Newsjacking is something that will be around for some time and is on the rise. It is a very relevant and clever way for a piece of content to become talked about. Unlike most traditional PR stories or campaigns, newsjacking capitalizes on an existing ground-base of momentum and exploits this awareness to get its own content looked at. Relatively speaking, content can be cheap to produce and the results can be huge – hundreds of thousands of eyeballs across the internet. At its heart is creativity, but PR’s are well placed to add value to the cause as, in this game, media nous counts for everything. Half the job is seeding the content online, amplifying it via social media and getting the mainstream media to pick up on it – something we PR’s believe ourselves experts at. The real genius comes when content can be produced not reactively in response to events, but pro-actively. Again, one of the talents of any good PR person is to predict what the media will be talking about in advance, and how they might want to talk about it. Producing content with this in mind is probably the holy grail – but then probably wouldn’t be called news-jacking (news-cracking?).

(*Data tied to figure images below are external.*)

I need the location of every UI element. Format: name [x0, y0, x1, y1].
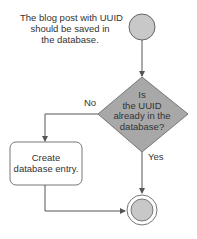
yes-label: Yes: [148, 151, 164, 162]
no-label: No: [84, 97, 96, 108]
decision-label: Is the UUID already in the database?: [102, 90, 182, 132]
action-label: Create database entry.: [10, 152, 82, 174]
start-note-line: The blog post with UUID: [20, 12, 120, 23]
action-line: database entry.: [10, 163, 82, 174]
end-node-inner: [131, 199, 153, 221]
start-note-line: should be saved in: [20, 23, 120, 34]
action-line: Create: [10, 152, 82, 163]
start-node: [129, 14, 155, 40]
edge-no: [45, 114, 98, 141]
decision-line: already in the: [102, 111, 182, 122]
decision-line: Is: [102, 90, 182, 101]
start-note-line: the database.: [20, 34, 120, 45]
start-note: The blog post with UUID should be saved …: [20, 12, 120, 45]
decision-line: database?: [102, 122, 182, 133]
edge-action-to-end: [45, 185, 125, 211]
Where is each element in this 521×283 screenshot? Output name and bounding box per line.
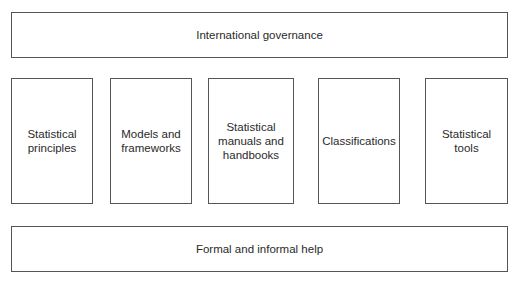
- statistical-tools-box: Statistical tools: [425, 78, 508, 204]
- models-and-frameworks-box: Models and frameworks: [110, 78, 192, 204]
- statistical-principles-label: Statistical principles: [27, 127, 76, 155]
- formal-informal-help-box: Formal and informal help: [11, 226, 508, 272]
- statistical-tools-label: Statistical tools: [442, 127, 491, 155]
- international-governance-label: International governance: [196, 28, 323, 42]
- statistical-manuals-label: Statistical manuals and handbooks: [218, 120, 284, 162]
- statistical-principles-box: Statistical principles: [11, 78, 93, 204]
- statistical-manuals-box: Statistical manuals and handbooks: [208, 78, 294, 204]
- classifications-label: Classifications: [322, 134, 396, 148]
- models-and-frameworks-label: Models and frameworks: [121, 127, 180, 155]
- classifications-box: Classifications: [318, 78, 400, 204]
- international-governance-box: International governance: [11, 12, 508, 58]
- formal-informal-help-label: Formal and informal help: [196, 242, 323, 256]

Still, if this is to become a proper client service (in PR) one of the big challenges is to get the client’s messages built into the content. Firstly it takes a brave client to actually sign off any piece of work like this. It goes against all their natural instincts – by pressing the button they effectively sign over control of the project. The brand must be right to do this – ideally it should be young, dynamic and edgy, not a lumbering, corporate giant who would have too much at stake. Generally the latter cannot relinquish control.

One of my favourite things about Urgent Genius comes from their sizzle reel video explaining what they do. Their message to potential clients is basically this: ‘once we’ve produced the content, we’ll meet you for breakfast the next day to show it to you and you had better bring your lawyers (to sign it off)’. That is pretty much the attitude that needs to exist if this type of communication is to take off within the mainstream PR trade and I don’t see why it shouldn’t. Newspapers in print will eventually die and with nearly half of all tweets containing links to content, plus the prediction by Google recently that within 4 years 80% of all internet traffic will be video, the future has to be in creative content like this – use it or lose it.